Computer Vision Engineering Track
A comprehensive learning path designed for developers ready to build real-world computer vision systems. We focus on practical skills through project-based work—no fluff, just code and problem-solving.
Request InformationWhat Drives Our Teaching Approach
We've spent years working on computer vision projects—everything from object detection pipelines to real-time tracking systems. Our program reflects how we actually work.
Hands-On From Day One
You start writing code in the first session. Theory matters, but we introduce concepts when you need them to solve actual problems—not before.
Real Dataset Experience
Clean tutorial datasets don't prepare you for messy reality. We use real-world data with all its quirks—poor lighting, occlusions, edge cases that force creative solutions.
Portfolio-Worthy Projects
Every module ends with a project you'd actually show to potential clients or employers. Not toy examples—systems that process video, handle edge detection, or track multiple objects.
Learning Pathways That Actually Stick
We've watched students struggle with traditional approaches. So we redesigned the path based on what actually works—building skills progressively while keeping momentum.
Getting Started: Mika's Story
Mika came in knowing Python but felt lost with OpenCV documentation. First three weeks, she built a basic face detector—nothing fancy, just functional. The breakthrough came when debugging why her model failed in low light. That's when concepts clicked.
Deepening Skills: Henrik's Challenge
Henrik wanted to track products on a conveyor belt. His first attempt? Terrible accuracy. We spent hours analyzing frame rates, lighting conditions, motion blur. By month two, his system worked reliably—he learned more from those failures than any tutorial.
Real Application: Astrid's Project
Astrid tackled pedestrian detection for her capstone. Not a classroom exercise—actual footage from Taipei streets. She dealt with occlusions, varying lighting, camera angles. Three months of iteration resulted in a system she now showcases to potential employers.
Where You'll Be: Confident Building
By program end, you'll approach new computer vision challenges methodically. You'll know when to use pre-trained models versus custom solutions. You'll debug performance issues efficiently. Most importantly—you'll have working projects demonstrating your capability.
How We Actually Run Sessions
Our sessions blend instruction with active coding. You're not watching slides for two hours—you're implementing algorithms, testing them, seeing what breaks.
We meet twice weekly starting September 2025. Each session runs three hours: first hour covers concepts, next two hours you code while instructors circulate. When someone hits an interesting bug, we pause and troubleshoot as a group.
"The best learning happened when my object detector completely failed on a specific video. We spent 40 minutes as a class figuring out why—turned out the preprocessing pipeline had a subtle bug. I'll never forget that lesson."
Between sessions, you work on assignments using real datasets. Get stuck? Our chat stays active—instructors and fellow students help debug. This collaborative environment mirrors actual development teams.
Ludvig Naesgaard
Built tracking systems for industrial automation. Specializes in real-time processing and edge deployment challenges.
Siiri Kauppinen
Focuses on dataset preparation and model optimization. Previously worked on medical imaging analysis projects.
Brynhild Sørensen
Expert in semantic segmentation and scene understanding. Helps students transition from detection to more complex tasks.
What You'll Actually Learn
The curriculum covers core computer vision techniques through progressive projects. Each module builds on previous work.
- Image preprocessing and filtering techniques for various lighting conditions
- Object detection implementation using both classical and deep learning approaches
- Real-time video processing and frame analysis optimization
- Multi-object tracking across video sequences with occlusion handling
- Model training with custom datasets and performance tuning
- Deployment considerations for edge devices and production systems
Program Details
The program runs 16 weeks starting September 2025. Classes meet Tuesday and Thursday evenings, 6:30-9:30 PM Taiwan time.
Prerequisites
Solid Python skills required. Familiarity with NumPy helps. No prior computer vision experience needed—we start from foundations.
Time Commitment
Expect 6 hours weekly in class plus 8-10 hours for assignments and project work. This isn't a casual course—it requires dedicated effort.
What You'll Build
Three major projects: real-time object detector, multi-camera tracking system, and a custom application of your choice. All projects go in your portfolio.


Action item:
Check every line of the entries for "myocaris", and copy the lines that hold it.
[[ Records for the task, beginning ]]
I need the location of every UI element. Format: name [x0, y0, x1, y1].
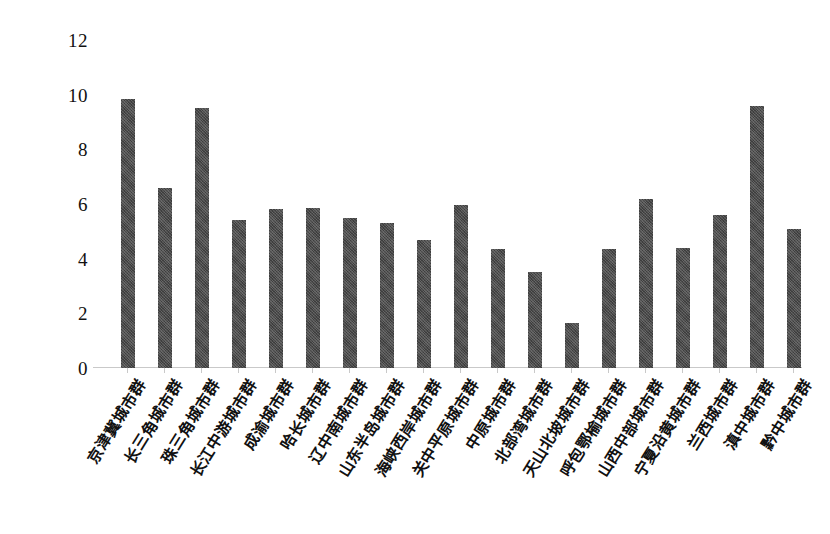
bar-slot — [664, 40, 701, 368]
bar-slot — [405, 40, 442, 368]
bar-slot — [442, 40, 479, 368]
bar[interactable] — [343, 218, 357, 368]
bar[interactable] — [750, 106, 764, 368]
bar-slot — [738, 40, 775, 368]
bar[interactable] — [454, 205, 468, 368]
x-axis-labels: 京津冀城市群长三角城市群珠三角城市群长江中游城市群成渝城市群哈长城市群辽中南城市… — [97, 368, 797, 534]
bar-slot — [701, 40, 738, 368]
bars-layer — [97, 40, 797, 368]
y-tick-label: 0 — [78, 359, 88, 378]
bar-slot — [257, 40, 294, 368]
bar[interactable] — [195, 108, 209, 368]
bar-slot — [590, 40, 627, 368]
bar-slot — [220, 40, 257, 368]
bar-slot — [146, 40, 183, 368]
bar-slot — [775, 40, 812, 368]
y-tick-label: 8 — [78, 140, 88, 159]
bar-slot — [183, 40, 220, 368]
bar[interactable] — [565, 323, 579, 368]
bar-slot — [553, 40, 590, 368]
bar[interactable] — [232, 220, 246, 368]
bar[interactable] — [306, 208, 320, 368]
bar[interactable] — [380, 223, 394, 368]
bar-slot — [516, 40, 553, 368]
bar[interactable] — [491, 249, 505, 368]
bar[interactable] — [269, 209, 283, 368]
bar[interactable] — [676, 248, 690, 368]
y-tick-label: 12 — [68, 31, 88, 50]
y-tick-label: 10 — [68, 86, 88, 105]
bar[interactable] — [713, 215, 727, 368]
y-axis: 024681012 — [40, 28, 88, 378]
bar-slot — [627, 40, 664, 368]
bar[interactable] — [121, 99, 135, 368]
bar-slot — [368, 40, 405, 368]
bar[interactable] — [158, 188, 172, 368]
bar[interactable] — [787, 229, 801, 368]
bar-slot — [109, 40, 146, 368]
y-tick-label: 4 — [78, 250, 88, 269]
bar-slot — [294, 40, 331, 368]
bar-chart: 024681012 京津冀城市群长三角城市群珠三角城市群长江中游城市群成渝城市群… — [0, 0, 830, 534]
plot-area — [97, 40, 797, 368]
bar[interactable] — [639, 199, 653, 368]
bar[interactable] — [602, 249, 616, 368]
y-tick-label: 6 — [78, 195, 88, 214]
y-tick-label: 2 — [78, 304, 88, 323]
bar-slot — [479, 40, 516, 368]
bar[interactable] — [417, 240, 431, 368]
bar-slot — [331, 40, 368, 368]
bar[interactable] — [528, 272, 542, 368]
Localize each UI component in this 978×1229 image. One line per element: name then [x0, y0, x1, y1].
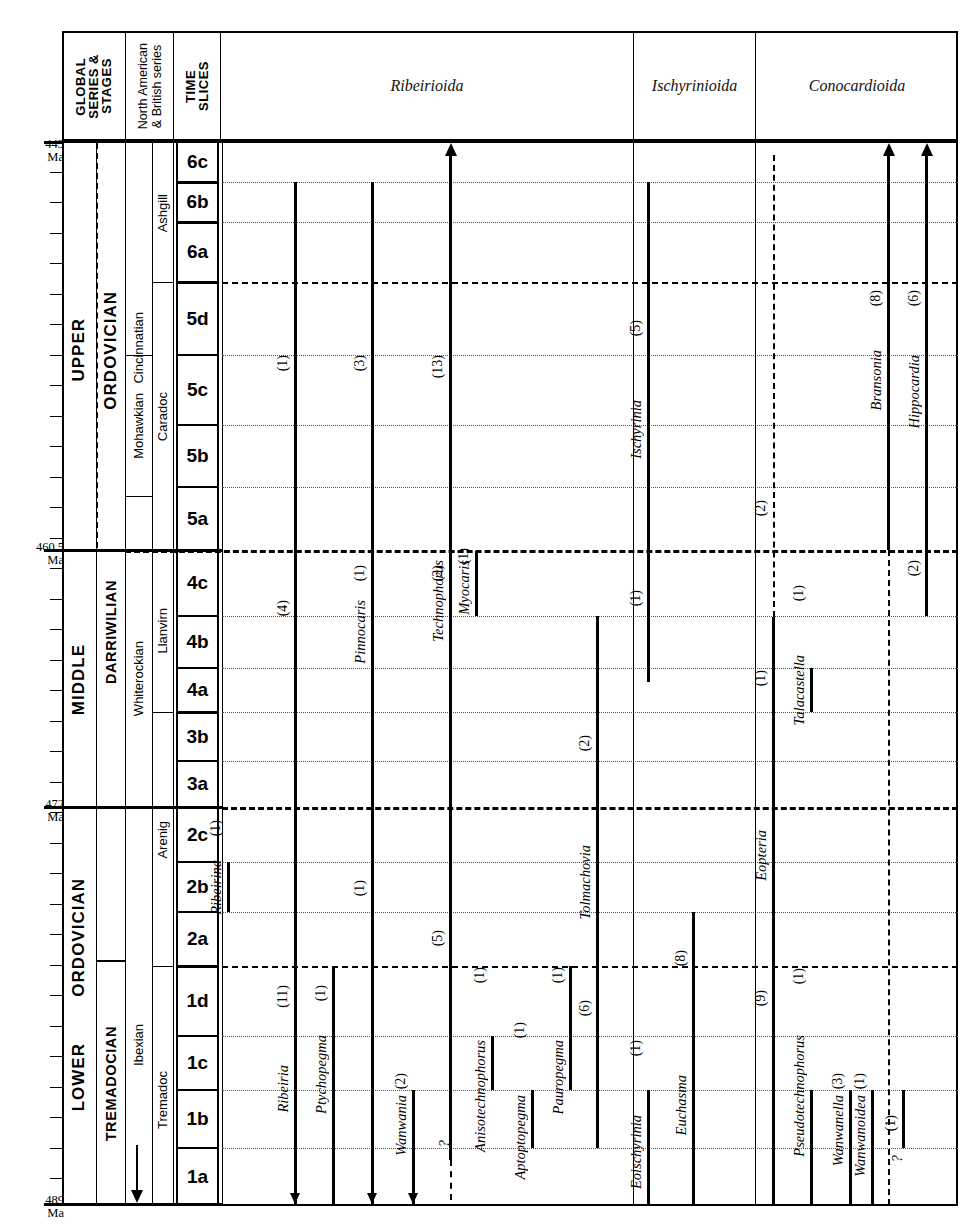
range-dashed-upper-eopteria: [773, 155, 775, 617]
british-series-llanvirn: Llanvirn: [152, 551, 173, 711]
age-tick: [50, 507, 62, 508]
time-slice-cell-4a[interactable]: 4a: [178, 668, 217, 712]
taxon-count-ischyrinia-0: (5): [628, 320, 644, 336]
age-tick: [50, 629, 62, 630]
age-tick: [50, 660, 62, 661]
range-bar-tolmachovia[interactable]: [596, 616, 599, 1148]
age-tick: [50, 324, 62, 325]
time-slice-cell-6b[interactable]: 6b: [178, 182, 217, 222]
age-tick: [50, 965, 62, 966]
range-bar-eoischyrinia[interactable]: [647, 1090, 650, 1205]
range-bar-ribeirina[interactable]: [227, 862, 230, 912]
range-up-arrow-technophorus: [445, 143, 457, 156]
time-slice-cell-6c[interactable]: 6c: [178, 141, 217, 182]
time-slice-cell-5a[interactable]: 5a: [178, 487, 217, 550]
taxon-label-euchasma: Euchasma: [673, 1075, 690, 1135]
time-slice-cell-1d[interactable]: 1d: [178, 966, 217, 1036]
range-bar-myocaris[interactable]: [475, 551, 478, 616]
boundary-upper-middle-ordovician: [125, 550, 958, 553]
time-slice-cell-5b[interactable]: 5b: [178, 425, 217, 487]
range-bar-ischyrinia[interactable]: [647, 182, 650, 682]
range-chart-figure: GLOBAL SERIES & STAGES North American & …: [0, 0, 978, 1229]
age-tick: [50, 172, 62, 173]
british-arenig-base: [152, 966, 173, 967]
boundary-sandbian-darriwilian: [222, 282, 958, 284]
time-slice-label-5c: 5c: [187, 379, 208, 401]
time-slice-label-3a: 3a: [187, 773, 208, 795]
range-bar-wanwanoidea[interactable]: [871, 1090, 874, 1205]
range-bar-technophorus[interactable]: [449, 155, 452, 1160]
taxon-count-technophorus-0: (13): [430, 355, 446, 378]
time-slice-label-1c: 1c: [187, 1052, 208, 1074]
time-slice-label-1a: 1a: [187, 1166, 208, 1188]
taxon-count-pauropegma-0: (1): [550, 967, 566, 983]
time-slice-cell-1b[interactable]: 1b: [178, 1090, 217, 1148]
taxon-count-anisotechnophorus-0: (1): [472, 967, 488, 983]
taxon-count-ptychopegma-0: (1): [313, 985, 329, 1001]
time-slice-cell-2a[interactable]: 2a: [178, 912, 217, 966]
range-bar-euchasma[interactable]: [692, 912, 695, 1205]
time-slice-cell-1a[interactable]: 1a: [178, 1148, 217, 1205]
taxon-count-talacastella-0: (1): [791, 585, 807, 601]
time-slice-cell-5d[interactable]: 5d: [178, 282, 217, 355]
time-slice-cell-3a[interactable]: 3a: [178, 761, 217, 807]
range-bar-queried-taxon[interactable]: [902, 1090, 905, 1148]
gridline-11: [222, 761, 958, 762]
range-down-arrow-ribeiria: [290, 1193, 300, 1204]
range-bar-bransonia[interactable]: [887, 155, 890, 550]
age-tick: [50, 568, 62, 569]
range-bar-talacastella[interactable]: [810, 668, 813, 712]
taxon-count-myocaris-0: (1): [456, 548, 472, 564]
global-series-upper: UPPER: [62, 150, 96, 550]
gridline-4: [222, 355, 958, 356]
range-bar-eopteria[interactable]: [772, 617, 775, 1205]
age-tick: [50, 355, 62, 356]
age-tick: [50, 904, 62, 905]
header-namerican-line-1: North American: [136, 43, 150, 129]
taxon-label-pseudotechnophorus: Pseudotechnophorus: [791, 1035, 808, 1157]
taxon-count-ribeirina-0: (1): [208, 820, 224, 836]
range-bar-hippocardia[interactable]: [925, 155, 928, 616]
age-tick: [50, 1148, 62, 1149]
age-label-460: 460.5 Ma: [8, 541, 64, 567]
taxon-count-ribeiria-0: (1): [275, 355, 291, 371]
taxon-label-ribeirina: Ribeirina: [208, 860, 225, 915]
range-bar-ribeiria[interactable]: [294, 182, 297, 1205]
header-superfamily-ribeirioida: Ribeirioida: [220, 31, 633, 141]
range-bar-wanwania[interactable]: [412, 1090, 415, 1205]
range-bar-pauropegma[interactable]: [569, 966, 572, 1090]
range-bar-pseudotechnophorus[interactable]: [810, 1090, 813, 1205]
taxon-count-tolmachovia-1: (6): [577, 1000, 593, 1016]
superfamily-label-ribeirioida: Ribeirioida: [391, 77, 464, 95]
age-tick: [50, 294, 62, 295]
age-datum-tick: [44, 1203, 62, 1206]
namerican-series-whiterockian: Whiterockian: [125, 552, 152, 805]
time-slice-cell-3b[interactable]: 3b: [178, 712, 217, 761]
gridline-6: [222, 487, 958, 488]
taxon-label-wanwania: Wanwania: [393, 1095, 410, 1156]
taxon-label-anisotechnophorus: Anisotechnophorus: [472, 1040, 489, 1152]
header-global-series-stages: GLOBAL SERIES & STAGES: [62, 31, 125, 141]
time-slice-cell-4c[interactable]: 4c: [178, 550, 217, 616]
range-bar-pinnocaris[interactable]: [371, 182, 374, 1205]
taxon-count-pinnocaris-1: (1): [352, 565, 368, 581]
boundary-middle-lower-ordovician: [222, 807, 958, 810]
time-slice-cell-1c[interactable]: 1c: [178, 1036, 217, 1090]
age-label-489: 489 Ma: [18, 1194, 64, 1220]
global-stage-ordovician-lower: ORDOVICIAN: [62, 830, 96, 1045]
taxon-count-technophorus-1: (2): [430, 565, 446, 581]
range-bar-anisotechnophorus[interactable]: [491, 1036, 494, 1090]
taxon-label-wanwanella: Wanwanella: [830, 1095, 847, 1166]
range-bar-aptoptopegma[interactable]: [531, 1090, 534, 1148]
time-slice-cell-6a[interactable]: 6a: [178, 222, 217, 282]
age-unit-489: Ma: [47, 1206, 64, 1220]
ibexian-base-arrow: [131, 1145, 143, 1203]
range-bar-ptychopegma[interactable]: [332, 966, 335, 1205]
time-slice-label-3b: 3b: [186, 726, 208, 748]
time-slice-cell-5c[interactable]: 5c: [178, 355, 217, 425]
global-stage-darriwilian: DARRIWILIAN: [96, 552, 125, 712]
range-dashed-lower-bransonia: [888, 550, 890, 1205]
time-slice-cell-4b[interactable]: 4b: [178, 616, 217, 668]
global-stage-tremadocian: TREMADOCIAN: [96, 962, 125, 1205]
taxon-count-euchasma-0: (8): [673, 950, 689, 966]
[[ Records for the task, end ]]
Result below:
range-bar-myocaris[interactable]: [475, 551, 478, 616]
taxon-count-myocaris-0: (1): [456, 548, 472, 564]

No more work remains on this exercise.